TWO MINUTES WITH | Guillaume Lavollée, Domaine Génot-Boulanger

Domaine Génot-Boulanger was established by a husband-and-wife team in Meursault in 1974. Today, it is still run by a husband and wife, in the form of fourth-generation Aude and her husband Guillaume, who took over the running of the estate in 2008. The couple own 22 hectares of prime vineyard across Burgundy, which they have converted to organic farming. Guillaume recently visited the London Club to host a tasting for Members, so we sat down with him beforehand for our quickfire Q&A…

What is your ‘last supper’ wine?
It would have to be from 1982, my birth year. Ever since I entered the wine world, I've felt a special resonance in tasting and sharing wines from the year I was born.
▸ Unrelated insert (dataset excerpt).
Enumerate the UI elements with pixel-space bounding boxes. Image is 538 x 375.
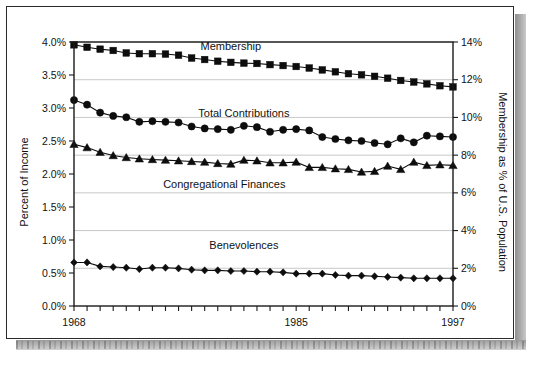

They carry something personal that no other bottle can replicate. I would choose a 1982 Barolo from Bartolo Mascarello. A magnum, because I intend to live a long life, and the format demands patience, just as the wine does. I've actually had the privilege of drinking this wine before, in the US in 2018, with American sommeliers who shared my birth year. There was something extraordinary about that moment: a Burgundian, a Barolo, and a room full of people united by a single vintage. For my last supper, I'd want exactly that feeling again, but with the people who knew me before wine did.

Where is your dream vineyard?
I don't think in terms of regions, I think in terms of places. My dream vineyard would definitely be a clos, enclosed by ancient stone walls, wrapped around a château, where the boundary between park, garden and vineyard doesn't exist. A place where the aesthetic and the functional are completely integrated, where beauty and terroir are inseparable. My passion for heritage and historic architecture always pulls me in this direction. As for the soil, it would have to be limestone. My palate, my instincts, my identity, everything leads me back to limestone. I'm a child of the Yonne, after all – the calcaire is in my bones.

Who is your wine hero?
I meet heroes every day in this profession. It’s a demanding job, at the mercy of the climate, of irregular harvests, of an open-air atelier that never quite behaves as you'd like it to. But if I had to single out one person who has pushed me forward, perhaps without even realising it, it would be Stéphane Tissot in the Jura. His generosity in sharing his experiences taught me something fundamental: there are no small terroirs, only different ones. 

I like people who share their knowledge, their experiences, and he was so open with me. He owns around 50 hectares, has 30-odd employees, makes around 50 different cuvées, and does a lot of experimentation with different ageing vessels, different grape varieties, with organics and biodynamics. That insight changed the way I approach Génot-Boulanger. It made me realise that there’s always some someone bigger than you that has a more difficult task. We work across 30 appellations, and it gave me the confidence to experiment, to explore – stem inclusion, low sulphur, ageing in ceramics – and the confidence to make mistakes. I carry that lesson with me every day.

What’s the next big thing in wine?  
I believe the next revolution in our world will be technological. We are already running trials with autonomous tracked vehicles in our vineyards, and I am convinced that robotics and AI will take us further than we can currently imagine in understanding the health of the vine, mastering the vintage, and revealing what terroir is truly capable of. Crucially, this will also ease the physical burden on the men and women who do this work every day – but without removing the human essence of what we do. I find the prospect fascinating and, I admit, slightly daunting. But it is coming, and those who engage with it seriously will be better placed to make wines that are truer to their origins.

What’s your favourite wine memory? 
The first always resonate the most. When I arrived at the domaine in 2008, my right-hand man, Nicolas Ludwig, who unlike me had formal wine training, wanted to show me something I had never tasted. One evening, he organised a dinner where every wine was served blind. The last white stopped me in my tracks. It had a depth, a length, a dimension I had never encountered before. It was a Chevalier-Montrachet 2006 from Domaine Niellon, a young wine, probably far from its peak. But the greatest terroirs reveal themselves even in youth, especially when the conditions are right: good company, the right dish, the right moment. That alchemy is unforgettable. Since then I have tasted older, rarer, more expensive wines. But that Chevalier-Montrachet remains the wine that first showed me what a truly great terroir can do. And that never leaves you.